Sp my advice would be early April. Especially since the dates you list give you more time in the earlier period than in May. Remember that you generally lose a day when you fly to Europe from North America. So if you depart April 1, you arrive in italy on April 2 and have 12 nights on the ground before your flight home on the 14th. If you depart April 29 you arrive on April 30 and have only 8 nights on the ground before your May 8 flight home.

Venice, Verona, Bologna and Florence would make for a nice trip, in that order—-fly into Venice and work your way south. Or I might Go Venice—Verona—-Florence—Bologna because we like the Bologna airport for flying home. It is small, easy to navigate, and easy to reach from the town center. The Florence airport has fewer fllights in and out, and the schedules may not line up well with the long haul flights across the Atlantic.

for planning purposes, I will give you the travel times by train between some of the city pairs, using direct trains (no changes)::

Venice to Verona, 1 h 12 minutes
Verona to Bologna, 52 minutes
Verona to Firenze, 90 minutes
Bologna to Firenze, 37-38 minutes

If you do not want to change hotels so many times, you could reduce it to three: Venice, Verona or Bologna, and Firenze. Stay in Verona and visit Bologna on a daytrip; or stay in Bologna and visit Verona on a daytrip. You could also visit Ravenna from Bologna; a city important in early Roman history and filled with stunning mosaics. Either way would work, depending on how much each city appeals to you, and whether you are particularly drawn to a hotel you find in one or the other.

Posted by
48 posts

Hi Lola,

Thanks for the great response again.
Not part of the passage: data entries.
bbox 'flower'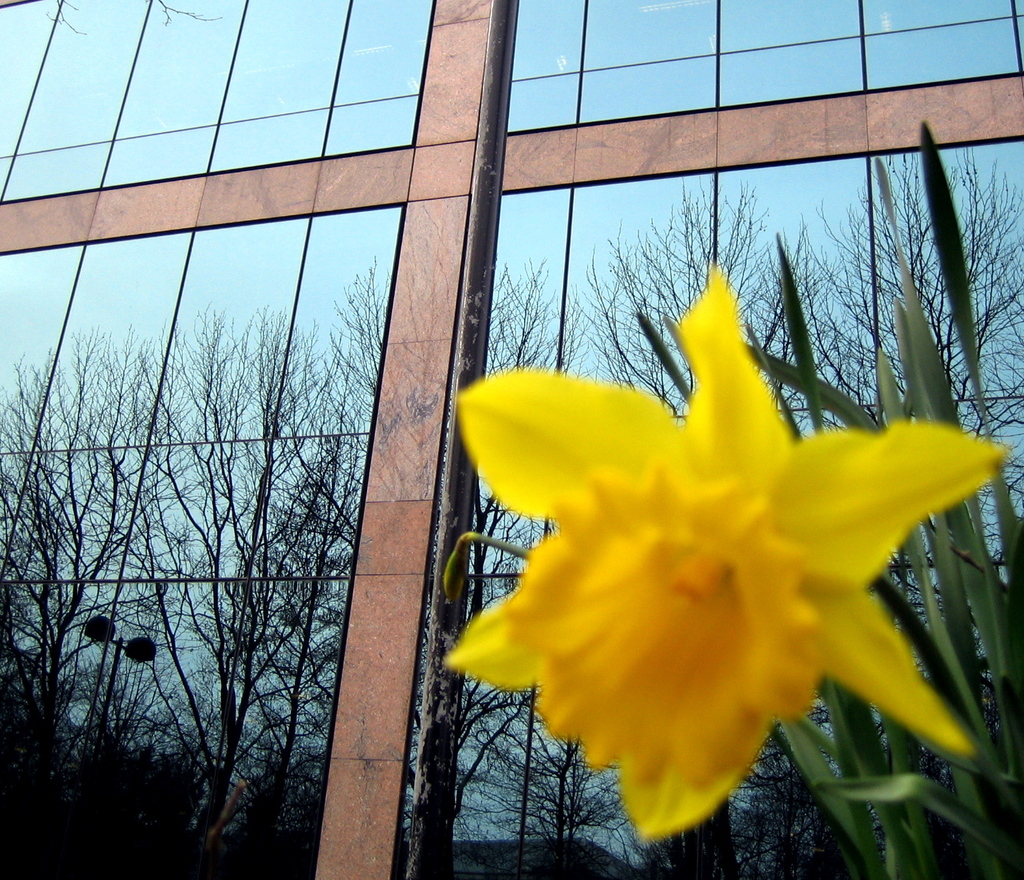
{"left": 432, "top": 278, "right": 994, "bottom": 851}
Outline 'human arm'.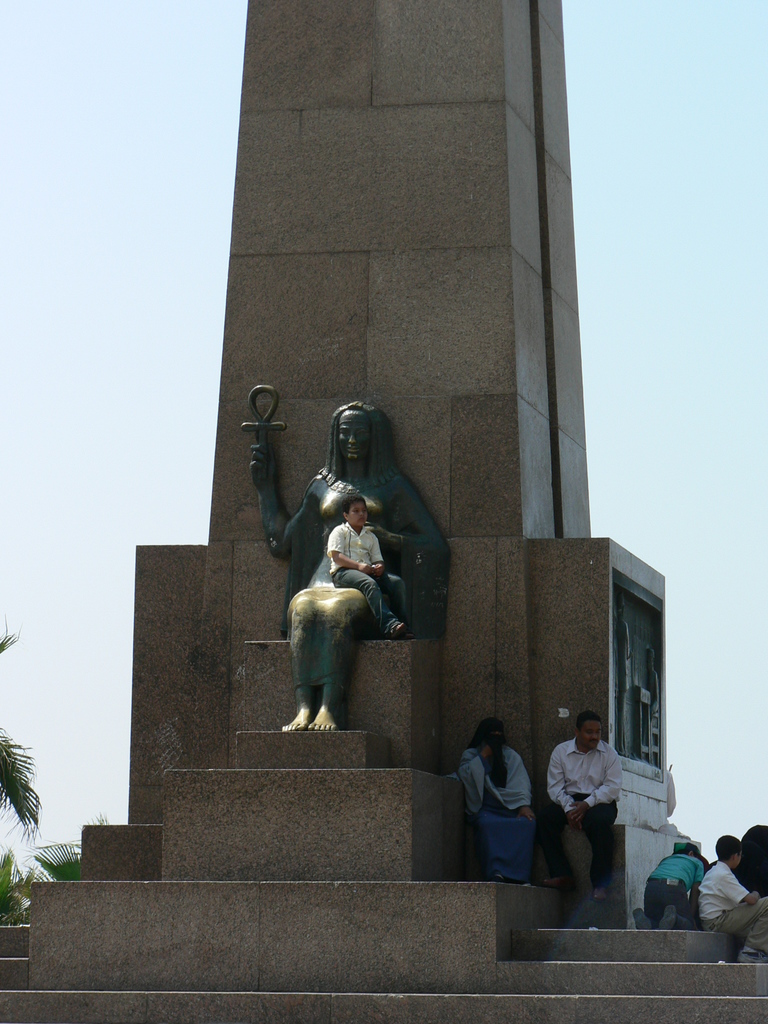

I think we will stick with that earlier trip. We haven't given up on Switzerland yet. On someone's post I read that you can take a train straight from Milan to Interlaken but I was also going to go back and look at your other train advice. Guess I should now see how switzerland is open in mid April. I'm still open to just the train ride over one day and back though. Maybe a down day to just sit and look?

Posted by
3300 posts

There is no train from Milan straight to Interlaken.

You can go from Milan straight to Lucerne (through a long tunnel) and change there to a train to Interlaken. I think it about 2 more hours.

Or you can go from Milan straight to Spiez, through 2 tunnels. Then you change at Spiez for a train to Interlaken.